6-15-04....GENERAL SLOCUM DISASTER.

Joined
Jun 27, 2017
Messages
1,182
June 15th was the 120th anniversary of the burning of the General Slocum- prior to 9/11, the largest loss of life by fire in New York City history.

The vast majority of the passengers were women and children as were the vast majority of victims. Many of these drowned in shallow water after beaching. Two factors largely explain these avoidable deaths. First, women and children of this era simply didn't know how to swim. In fact, in prior centuries, swimming was seen as unfeminine and floating was a sign of "swimming a witch"- wickedness. Secondly, society had women dressed in multilayer wool clothing. Once wet, even a good swimmer was doomed.

In the aftermath of the Slocum disaster, women's groups formed the National Women's Lifesaving League. Their mission was to teach girls and women to swim and to promote "rational swimwear".

Although the death toll of women was far greater here than a few years later, it is interesting to note that the Triangle Shirtwaist Fire provoked a much larger outrage for the safety of women. It is ironic that both involved clothes women wore.
 
Joined
Oct 18, 2022
Messages
289
June 15th was the 120th anniversary of the burning of the General Slocum- prior to 9/11, the largest loss of life by fire in New York City history.

The vast majority of the passengers were women and children as were the vast majority of victims. Many of these drowned in shallow water after beaching. Two factors largely explain these avoidable deaths. First, women and children of this era simply didn't know how to swim. In fact, in prior centuries, swimming was seen as unfeminine and floating was a sign of "swimming a witch"- wickedness. Secondly, society had women dressed in multilayer wool clothing. Once wet, even a good swimmer was doomed.

In the aftermath of the Slocum disaster, women's groups formed the National Women's Lifesaving League. Their mission was to teach girls and women to swim and to promote "rational swimwear".

Although the death toll of women was far greater here than a few years later, it is interesting to note that the Triangle Shirtwaist Fire provoked a much larger outrage for the safety of women. It is ironic that both involved clothes women wore.
It wasn't just the clothing, though that and lack of knowledge on how to swim had a major part to play in the death toll. The owners of the Gen'l Slocum had cork life jackets that had degraded to the point that with any handling the canvas layer fell apart. The contents rather than being actual solid cork were granulated cork which if it didn't just spill out essentially became a wet sand-like weight on the necks of anyone who jumped (or in the cases of many children) were thrown in wearing one. The supplier of the life jackets had also placed iron bars into many of them to meet minimum weight requirements and save money. It was the total failure on the owners, operators and regulators that killed so many people that day, yet only the Captain did any jail time before eventually being pardoned.
 
Joined
Jun 27, 2007
Messages
3,471
June 15th was the 120th anniversary of the burning of the General Slocum- prior to 9/11, the largest loss of life by fire in New York City history.

The vast majority of the passengers were women and children as were the vast majority of victims. Many of these drowned in shallow water after beaching. Two factors largely explain these avoidable deaths. First, women and children of this era simply didn't know how to swim. In fact, in prior centuries, swimming was seen as unfeminine and floating was a sign of "swimming a witch"- wickedness. Secondly, society had women dressed in multilayer wool clothing. Once wet, even a good swimmer was doomed.

In the aftermath of the Slocum disaster, women's groups formed the National Women's Lifesaving League. Their mission was to teach girls and women to swim and to promote "rational swimwear".

Although the death toll of women was far greater here than a few years later, it is interesting to note that the Triangle Shirtwaist Fire provoked a much larger outrage for the safety of women. It is ironic that both involved clothes women wore.
Even today many people cannot swim for a variety of reasons, mainly no instruction. The Marines make sure you can swim by instructing recruits doing boot camp. This policy was started during WW II when many Marines drowned after being let off their landing craft in deep water and perishing.
 
Joined
Jun 27, 2017
Messages
1,182
Even today many people cannot swim for a variety of reasons, mainly no instruction. The Marines make sure you can swim by instructing recruits doing boot camp. This policy was started during WW II when many Marines drowned after being let off their landing craft in deep water and perishing.
In addition to swimming issues, The Marines learned the hard way about neap tides at the invasion of Tarawa.

I'm sure swimming and clothing contributed to the huge loss of life mere feet from the pier on the Chicago River at Clark Street too.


§ **Assignment**
Copying rule for the data below: pictures stay out, and only the lines from the one with "Image is 980x466 pixels." down to the one with "Image is 791x382 pixels.", inclusive, are repeated exactly.

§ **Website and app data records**
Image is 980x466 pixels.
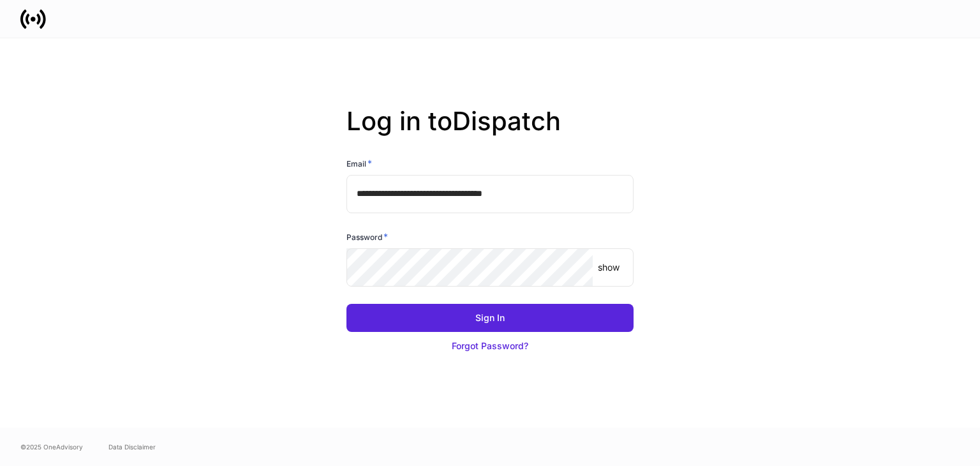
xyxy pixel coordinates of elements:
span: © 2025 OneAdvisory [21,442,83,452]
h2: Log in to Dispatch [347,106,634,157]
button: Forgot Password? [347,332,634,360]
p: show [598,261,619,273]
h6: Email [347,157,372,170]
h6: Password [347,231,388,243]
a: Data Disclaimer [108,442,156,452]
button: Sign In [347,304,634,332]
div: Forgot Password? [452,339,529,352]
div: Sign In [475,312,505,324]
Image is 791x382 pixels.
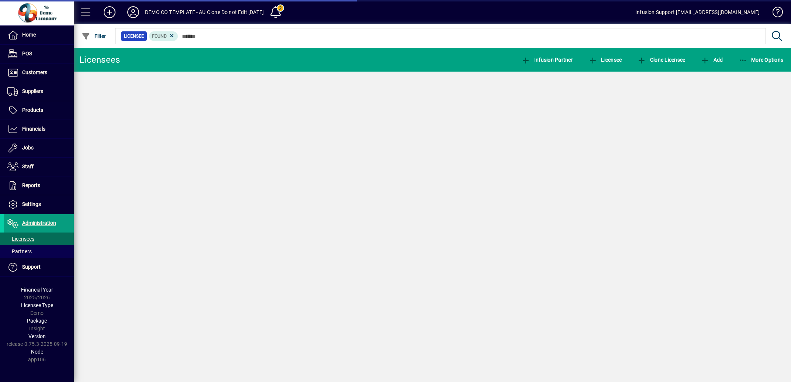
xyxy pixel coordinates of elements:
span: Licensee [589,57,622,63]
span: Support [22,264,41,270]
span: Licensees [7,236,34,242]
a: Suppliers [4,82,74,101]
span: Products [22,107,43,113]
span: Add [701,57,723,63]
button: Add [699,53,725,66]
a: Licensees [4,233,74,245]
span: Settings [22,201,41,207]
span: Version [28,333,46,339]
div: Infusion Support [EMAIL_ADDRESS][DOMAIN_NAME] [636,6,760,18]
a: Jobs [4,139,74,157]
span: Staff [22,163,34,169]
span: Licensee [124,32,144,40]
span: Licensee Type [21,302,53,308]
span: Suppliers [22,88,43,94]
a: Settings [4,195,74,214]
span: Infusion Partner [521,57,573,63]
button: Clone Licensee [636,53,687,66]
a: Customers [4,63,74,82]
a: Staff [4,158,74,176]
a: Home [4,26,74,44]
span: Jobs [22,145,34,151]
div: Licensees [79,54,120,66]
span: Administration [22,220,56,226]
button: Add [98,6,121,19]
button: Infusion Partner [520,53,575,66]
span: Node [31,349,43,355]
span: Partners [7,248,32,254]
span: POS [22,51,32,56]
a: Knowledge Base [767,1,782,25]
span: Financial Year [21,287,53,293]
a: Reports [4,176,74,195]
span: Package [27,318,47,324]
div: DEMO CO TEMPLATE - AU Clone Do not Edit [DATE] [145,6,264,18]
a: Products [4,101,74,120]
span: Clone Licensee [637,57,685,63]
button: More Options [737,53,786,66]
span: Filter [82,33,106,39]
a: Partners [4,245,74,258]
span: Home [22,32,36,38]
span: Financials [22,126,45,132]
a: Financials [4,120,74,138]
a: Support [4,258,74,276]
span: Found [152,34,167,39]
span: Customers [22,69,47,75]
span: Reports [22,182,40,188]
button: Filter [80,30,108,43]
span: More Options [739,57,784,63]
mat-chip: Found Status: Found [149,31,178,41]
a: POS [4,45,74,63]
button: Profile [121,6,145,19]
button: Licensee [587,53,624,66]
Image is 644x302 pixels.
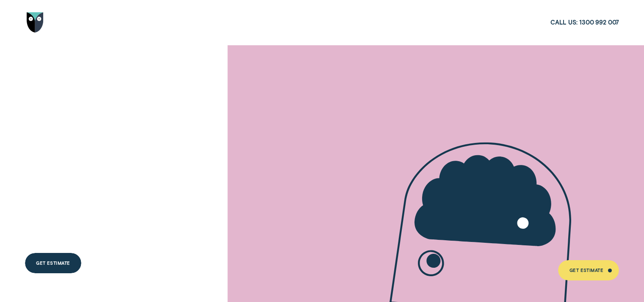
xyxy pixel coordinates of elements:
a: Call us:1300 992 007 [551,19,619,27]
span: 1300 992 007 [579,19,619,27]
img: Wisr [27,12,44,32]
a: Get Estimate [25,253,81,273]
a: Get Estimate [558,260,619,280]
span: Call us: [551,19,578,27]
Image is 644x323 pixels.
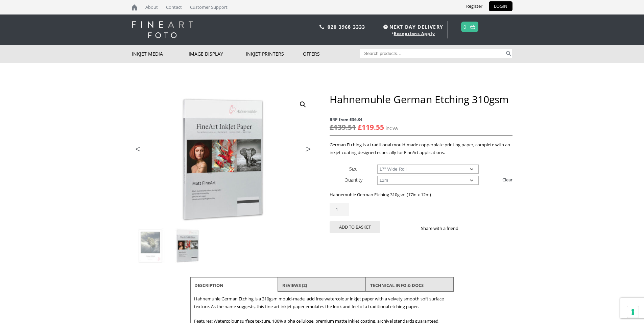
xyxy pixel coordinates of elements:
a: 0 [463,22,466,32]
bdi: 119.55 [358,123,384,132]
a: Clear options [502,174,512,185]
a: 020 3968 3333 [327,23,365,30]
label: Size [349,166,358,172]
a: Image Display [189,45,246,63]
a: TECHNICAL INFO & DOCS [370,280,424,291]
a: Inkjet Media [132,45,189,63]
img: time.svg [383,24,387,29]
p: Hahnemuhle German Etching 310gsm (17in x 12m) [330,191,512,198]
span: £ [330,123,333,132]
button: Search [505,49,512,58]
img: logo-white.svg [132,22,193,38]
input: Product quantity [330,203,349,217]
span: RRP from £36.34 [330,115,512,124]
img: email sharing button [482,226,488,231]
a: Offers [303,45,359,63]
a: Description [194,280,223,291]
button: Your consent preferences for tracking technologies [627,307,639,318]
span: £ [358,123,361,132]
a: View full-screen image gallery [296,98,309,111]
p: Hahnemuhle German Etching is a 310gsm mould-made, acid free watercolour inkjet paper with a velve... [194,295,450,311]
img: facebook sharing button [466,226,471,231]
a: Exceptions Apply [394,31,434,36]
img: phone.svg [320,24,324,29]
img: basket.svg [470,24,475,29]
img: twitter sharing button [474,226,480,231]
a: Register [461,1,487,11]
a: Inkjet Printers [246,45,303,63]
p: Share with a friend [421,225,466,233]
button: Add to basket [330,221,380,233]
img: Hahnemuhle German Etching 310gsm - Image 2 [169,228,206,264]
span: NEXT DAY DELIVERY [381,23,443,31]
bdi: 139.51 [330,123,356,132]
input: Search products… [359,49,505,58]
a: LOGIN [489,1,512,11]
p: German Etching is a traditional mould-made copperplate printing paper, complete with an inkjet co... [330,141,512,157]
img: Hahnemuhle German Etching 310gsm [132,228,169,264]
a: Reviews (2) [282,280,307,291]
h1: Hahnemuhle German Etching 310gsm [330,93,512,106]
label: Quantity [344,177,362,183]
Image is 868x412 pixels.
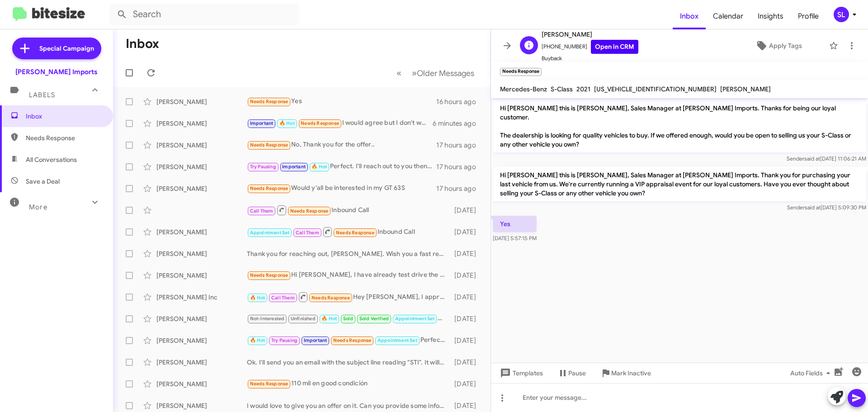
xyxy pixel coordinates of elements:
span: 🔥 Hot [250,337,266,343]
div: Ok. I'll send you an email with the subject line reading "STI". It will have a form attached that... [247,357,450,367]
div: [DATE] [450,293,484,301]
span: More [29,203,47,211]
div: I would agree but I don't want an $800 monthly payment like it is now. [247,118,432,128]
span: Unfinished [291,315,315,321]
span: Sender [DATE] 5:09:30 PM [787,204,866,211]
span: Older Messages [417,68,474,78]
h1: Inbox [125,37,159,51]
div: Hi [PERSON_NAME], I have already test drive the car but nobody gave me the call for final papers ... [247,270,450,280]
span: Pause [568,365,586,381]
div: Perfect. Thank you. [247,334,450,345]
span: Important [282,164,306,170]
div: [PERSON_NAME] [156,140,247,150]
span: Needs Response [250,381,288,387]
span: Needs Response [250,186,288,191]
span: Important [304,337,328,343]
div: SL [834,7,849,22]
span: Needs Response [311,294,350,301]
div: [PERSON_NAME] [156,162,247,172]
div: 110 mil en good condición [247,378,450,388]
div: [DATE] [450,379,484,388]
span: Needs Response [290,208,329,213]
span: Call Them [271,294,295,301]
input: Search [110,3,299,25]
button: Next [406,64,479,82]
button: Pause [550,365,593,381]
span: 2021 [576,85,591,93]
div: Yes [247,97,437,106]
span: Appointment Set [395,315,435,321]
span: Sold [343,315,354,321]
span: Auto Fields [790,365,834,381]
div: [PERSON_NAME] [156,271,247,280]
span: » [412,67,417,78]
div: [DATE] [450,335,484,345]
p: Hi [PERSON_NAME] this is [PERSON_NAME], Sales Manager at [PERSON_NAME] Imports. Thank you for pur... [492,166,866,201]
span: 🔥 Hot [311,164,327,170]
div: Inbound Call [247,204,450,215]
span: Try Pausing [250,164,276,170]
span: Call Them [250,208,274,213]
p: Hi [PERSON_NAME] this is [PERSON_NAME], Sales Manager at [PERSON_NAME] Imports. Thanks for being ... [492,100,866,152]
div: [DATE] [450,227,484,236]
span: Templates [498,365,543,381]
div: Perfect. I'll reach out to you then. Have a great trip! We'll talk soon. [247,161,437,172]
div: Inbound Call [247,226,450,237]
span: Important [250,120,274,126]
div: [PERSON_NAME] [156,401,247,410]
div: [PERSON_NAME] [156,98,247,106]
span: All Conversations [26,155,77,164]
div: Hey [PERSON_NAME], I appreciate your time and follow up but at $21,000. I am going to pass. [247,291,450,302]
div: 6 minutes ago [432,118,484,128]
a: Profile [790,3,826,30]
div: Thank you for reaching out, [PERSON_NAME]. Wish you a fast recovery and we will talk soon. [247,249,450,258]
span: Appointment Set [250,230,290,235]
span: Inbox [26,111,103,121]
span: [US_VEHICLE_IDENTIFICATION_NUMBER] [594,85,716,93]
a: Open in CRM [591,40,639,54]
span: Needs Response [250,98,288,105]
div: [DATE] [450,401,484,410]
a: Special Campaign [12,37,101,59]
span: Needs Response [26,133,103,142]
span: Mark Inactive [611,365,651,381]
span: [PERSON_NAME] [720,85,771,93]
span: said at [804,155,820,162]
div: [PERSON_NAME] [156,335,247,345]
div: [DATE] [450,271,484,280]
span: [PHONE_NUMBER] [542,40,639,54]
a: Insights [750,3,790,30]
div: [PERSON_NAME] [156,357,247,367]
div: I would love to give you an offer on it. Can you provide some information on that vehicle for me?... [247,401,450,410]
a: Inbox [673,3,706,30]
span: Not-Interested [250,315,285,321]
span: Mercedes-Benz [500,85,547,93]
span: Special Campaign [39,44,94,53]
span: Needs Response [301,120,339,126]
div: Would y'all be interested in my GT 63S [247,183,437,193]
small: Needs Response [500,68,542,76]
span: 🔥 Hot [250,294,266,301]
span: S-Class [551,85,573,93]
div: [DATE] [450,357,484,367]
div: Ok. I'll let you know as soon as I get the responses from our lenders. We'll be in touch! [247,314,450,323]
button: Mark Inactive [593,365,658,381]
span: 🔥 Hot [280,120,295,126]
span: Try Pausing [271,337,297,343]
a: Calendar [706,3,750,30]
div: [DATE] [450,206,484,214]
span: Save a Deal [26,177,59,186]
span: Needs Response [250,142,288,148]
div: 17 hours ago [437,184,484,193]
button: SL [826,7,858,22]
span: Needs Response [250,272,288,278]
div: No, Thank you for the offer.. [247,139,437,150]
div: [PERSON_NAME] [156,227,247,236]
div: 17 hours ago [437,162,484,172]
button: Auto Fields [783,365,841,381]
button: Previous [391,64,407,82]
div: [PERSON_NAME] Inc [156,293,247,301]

==

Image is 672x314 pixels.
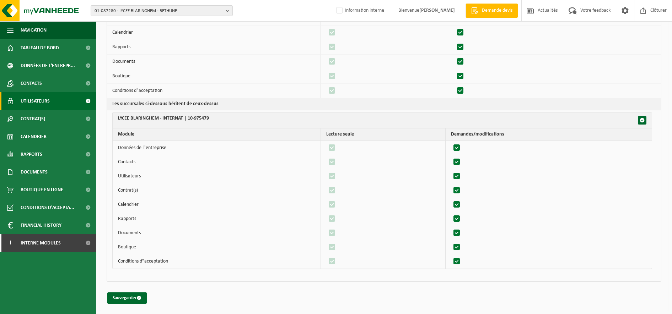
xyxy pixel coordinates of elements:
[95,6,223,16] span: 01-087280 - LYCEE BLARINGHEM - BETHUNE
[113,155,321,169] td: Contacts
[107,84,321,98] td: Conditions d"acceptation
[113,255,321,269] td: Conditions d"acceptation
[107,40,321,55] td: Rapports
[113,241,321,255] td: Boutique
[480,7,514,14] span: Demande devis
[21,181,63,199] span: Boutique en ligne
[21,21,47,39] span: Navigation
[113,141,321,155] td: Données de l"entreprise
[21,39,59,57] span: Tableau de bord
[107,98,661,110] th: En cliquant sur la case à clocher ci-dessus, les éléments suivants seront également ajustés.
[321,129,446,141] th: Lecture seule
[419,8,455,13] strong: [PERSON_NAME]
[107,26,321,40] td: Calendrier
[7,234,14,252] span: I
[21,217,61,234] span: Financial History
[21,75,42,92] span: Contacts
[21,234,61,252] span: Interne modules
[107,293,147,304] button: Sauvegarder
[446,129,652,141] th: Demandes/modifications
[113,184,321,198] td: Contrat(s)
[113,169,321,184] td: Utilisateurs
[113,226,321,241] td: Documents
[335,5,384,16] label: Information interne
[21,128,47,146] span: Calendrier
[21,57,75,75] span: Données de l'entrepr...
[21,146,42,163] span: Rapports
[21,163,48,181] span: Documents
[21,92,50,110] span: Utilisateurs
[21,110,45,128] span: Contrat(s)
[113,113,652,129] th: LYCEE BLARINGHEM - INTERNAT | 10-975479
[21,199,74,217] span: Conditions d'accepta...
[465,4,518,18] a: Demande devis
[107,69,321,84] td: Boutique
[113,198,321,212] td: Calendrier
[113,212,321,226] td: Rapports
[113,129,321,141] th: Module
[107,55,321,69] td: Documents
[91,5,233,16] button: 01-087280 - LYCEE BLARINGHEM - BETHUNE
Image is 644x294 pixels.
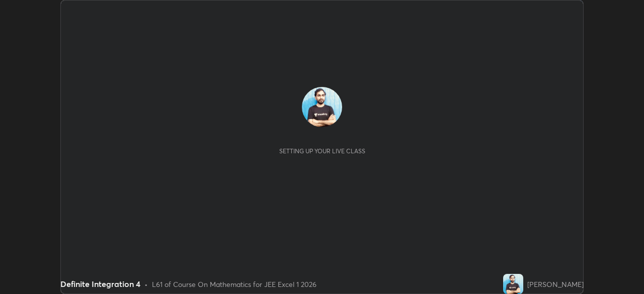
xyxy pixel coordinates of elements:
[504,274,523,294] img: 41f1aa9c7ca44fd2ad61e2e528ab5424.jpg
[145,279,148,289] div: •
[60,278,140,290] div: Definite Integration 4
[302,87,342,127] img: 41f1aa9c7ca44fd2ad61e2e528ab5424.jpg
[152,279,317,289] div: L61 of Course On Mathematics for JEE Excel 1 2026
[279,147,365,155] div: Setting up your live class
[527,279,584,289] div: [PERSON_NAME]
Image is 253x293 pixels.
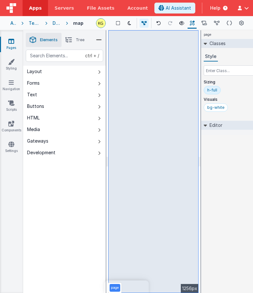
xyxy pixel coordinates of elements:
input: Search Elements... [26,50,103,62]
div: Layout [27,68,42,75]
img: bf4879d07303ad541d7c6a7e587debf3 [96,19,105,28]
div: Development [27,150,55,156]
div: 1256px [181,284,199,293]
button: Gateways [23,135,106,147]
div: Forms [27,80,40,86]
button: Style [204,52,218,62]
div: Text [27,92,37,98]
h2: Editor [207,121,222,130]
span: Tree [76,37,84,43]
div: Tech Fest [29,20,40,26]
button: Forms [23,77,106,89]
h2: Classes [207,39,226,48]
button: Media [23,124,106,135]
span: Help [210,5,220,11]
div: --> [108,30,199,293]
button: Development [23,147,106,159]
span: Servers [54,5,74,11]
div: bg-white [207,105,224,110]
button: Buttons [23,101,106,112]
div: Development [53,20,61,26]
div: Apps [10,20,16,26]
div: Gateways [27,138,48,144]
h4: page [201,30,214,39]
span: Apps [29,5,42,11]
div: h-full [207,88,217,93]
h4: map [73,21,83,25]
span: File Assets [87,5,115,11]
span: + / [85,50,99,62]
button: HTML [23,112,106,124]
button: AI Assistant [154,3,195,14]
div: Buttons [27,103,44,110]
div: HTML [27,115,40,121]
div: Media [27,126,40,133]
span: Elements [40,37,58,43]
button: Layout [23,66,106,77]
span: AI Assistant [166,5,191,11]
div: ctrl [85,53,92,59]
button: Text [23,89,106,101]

* * *

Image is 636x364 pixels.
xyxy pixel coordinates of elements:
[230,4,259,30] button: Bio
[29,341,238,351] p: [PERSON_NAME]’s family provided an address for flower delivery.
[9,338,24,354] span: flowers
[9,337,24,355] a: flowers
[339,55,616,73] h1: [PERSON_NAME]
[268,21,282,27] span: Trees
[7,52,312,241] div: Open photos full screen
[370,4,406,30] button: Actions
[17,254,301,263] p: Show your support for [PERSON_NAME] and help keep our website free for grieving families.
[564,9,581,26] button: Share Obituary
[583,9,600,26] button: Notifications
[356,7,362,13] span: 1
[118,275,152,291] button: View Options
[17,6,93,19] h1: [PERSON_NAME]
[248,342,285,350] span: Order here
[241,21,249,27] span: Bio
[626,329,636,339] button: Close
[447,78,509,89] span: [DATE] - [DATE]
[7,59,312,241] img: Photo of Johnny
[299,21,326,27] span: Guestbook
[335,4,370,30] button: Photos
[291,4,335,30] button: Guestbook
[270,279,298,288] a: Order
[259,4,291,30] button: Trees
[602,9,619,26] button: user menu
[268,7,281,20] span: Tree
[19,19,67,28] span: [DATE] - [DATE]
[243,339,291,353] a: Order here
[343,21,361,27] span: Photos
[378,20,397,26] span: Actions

§ **Response below**
Image is 980x466 pixels.
xyxy pixel coordinates of elements:
span: © 2025 OneAdvisory [21,442,83,452]
h2: Log in to Dispatch [347,106,634,157]
button: Forgot Password? [347,332,634,360]
p: show [598,261,619,273]
h6: Email [347,157,372,170]
h6: Password [347,231,388,243]
a: Data Disclaimer [108,442,156,452]
button: Sign In [347,304,634,332]
div: Forgot Password? [452,339,529,352]
div: Sign In [475,312,505,324]
Image is 791x382 pixels.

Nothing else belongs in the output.